Originally meant to be told in three parts, the DSF Stop saga ended up being a seven-installment series examining how the outreach organization may or may not have misspent federal COVID grants in its quest to get north-central West Virginia’s Black population vaccinated against COVID-19.
In short: The Dunbar School Foundation created the STOP (Stop the Outbreak of the Pandemic) program to combat the spread of COVID among Black communities in Fairmont, Morgantown, Clarksburg and surrounding areas by facilitating testing and vaccinations. The president of Dunbar School Foundation — who is not involved in the day-to-day activities of the program — Houston Richardson has accused DSF STOP (also called DSF Stop) of misusing federal grant dollars for unnecessary expenses and of nepotism (hiring friends and family members and paying them with grant money).
The Department of Health and Human Resources, which administers the federal grants, is currently reviewing DSF Stop’s financials and records. At this time, the DHHR has not said there is any criminal wrongdoing, though its statements have hinted that some expenses may have been improperly charged to the grant.
Among the most questionable expenses are luxury SUV rentals that totaled almost $50,000 a year, when leasing the vehicles would have been significantly less expensive; fuel write-offs for out-of-state trips to North Carolina, Maryland, Ohio and Pennsylvania, totaling $297.16; over $4,000 in ATM withdrawals that can’t be properly accounted for; and payments to a juice truck in Ohio for marketing and public relations services.
Some of these things can be explained and perhaps would have been if there had been better record-keeping, such as the fuel purchases and ATM withdrawals. If we’re giving DSF Stop the benefit of the doubt, we suppose its CEO and COO at the time didn’t realize it would be much cheaper to lease the SUVs than to rent them. Even the payments to the Ohio juice truck could technically be OK if the juice truck’s owner was providing marketing and PR services, but that probably should have been billed to the individual rather than the juice business.
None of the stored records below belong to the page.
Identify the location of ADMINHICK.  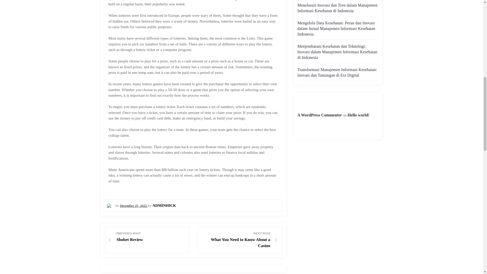
(164, 205).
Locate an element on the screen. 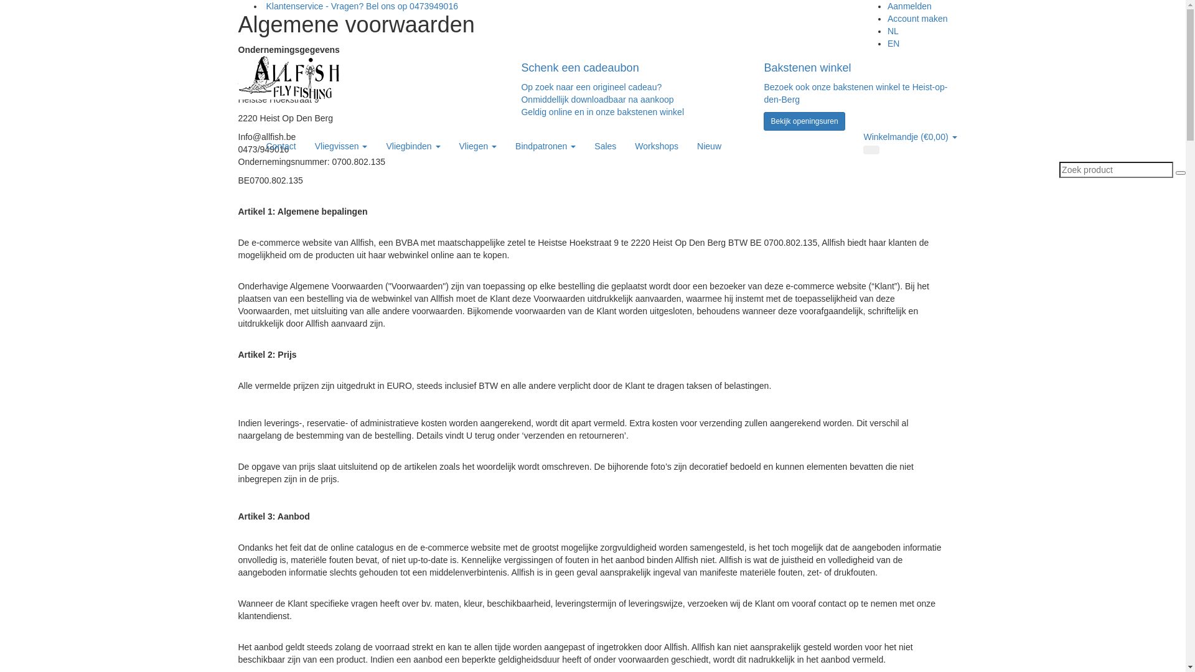  EN is located at coordinates (893, 44).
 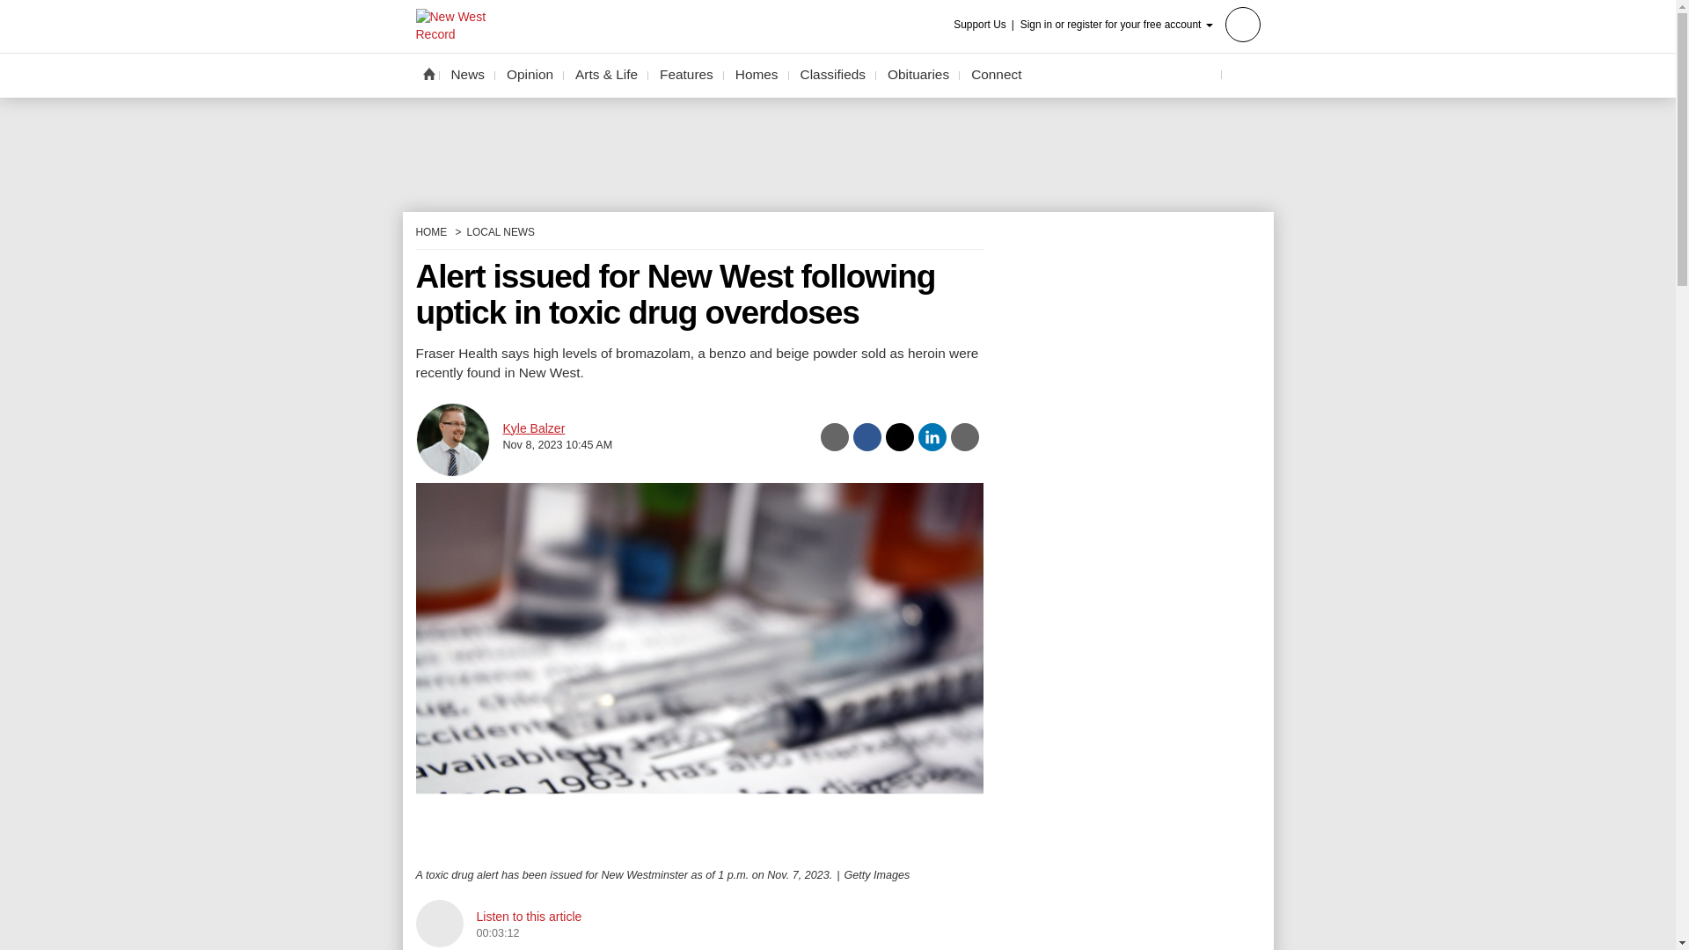 What do you see at coordinates (468, 75) in the screenshot?
I see `News` at bounding box center [468, 75].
Richardson also alleges that DSF Stop CEO Romelia Hodges and former chief operating officer Tiffany Samuels staffed the program with friends and family. That charge is harder to deny.
DSF Stop has a contract with Hodges’ husband, Patrick Hodges, for financial services. Samuels’ daughter, Justice Samuels, runs Eye Candy Beauty Supply in Fairmont and is on the DSF Stop payroll as an employee. Her son, Jenesis Samuels, was on the payroll as an employee but was subsequently paid as a contractor for services through his company, Jenesis Janitorial Services.
Hodges pointed out that, in the height of the pandemic, it was difficult to find people who wanted to work giving COVID vaccines and tests to potentially infectious people. DSF Stop put out all the proper hiring notices but received no responses. Hodges’ husband jumped into the fray to help her, and Justice Samuels’ salon became a key location for outreach efforts.
Richardson claims much of what Hodges and Samuels did was without DSF’s approval — including hiring family members. The DSF board’s meeting minutes tell a different story. At one meeting, the board voted to approve hiring “Justice Samuels, Jenesis Samuels and Patrick Hodges into their respective positions and accept[ed] the Conflict of Interest.” At another, “Romelia and Tiffany requested the board to approve Executive Privileges within the grant. This will allow them the authority to make decisions on employees, compensation, bonuses, and other items that are allowable within the confines of the grant,” and the board voted to approve their request.
Richardson, for his part, says the minutes are incorrect.
In the latest development, Richardson claims DSF Stop is behind on rent (which DSF does not deny) and if the program doesn’t pay up, it will be evicted from the Dunbar School cafeteria in which it had set up shop. Hodges responded that the DHHR ordered DSF Stop to stop paying rent to DSF, because they are considered the same organization and DSF can’t pay rent to itself.
We’re not in a place to say who, or what, may be wrong or right — especially since the DHHR has not yet finished its review. We do, however, support a full assessment of DSF Stop’s expenses, not because we think it has committed any wrongdoing, but because any expenditures paid for with taxpayer dollars should be accounted for.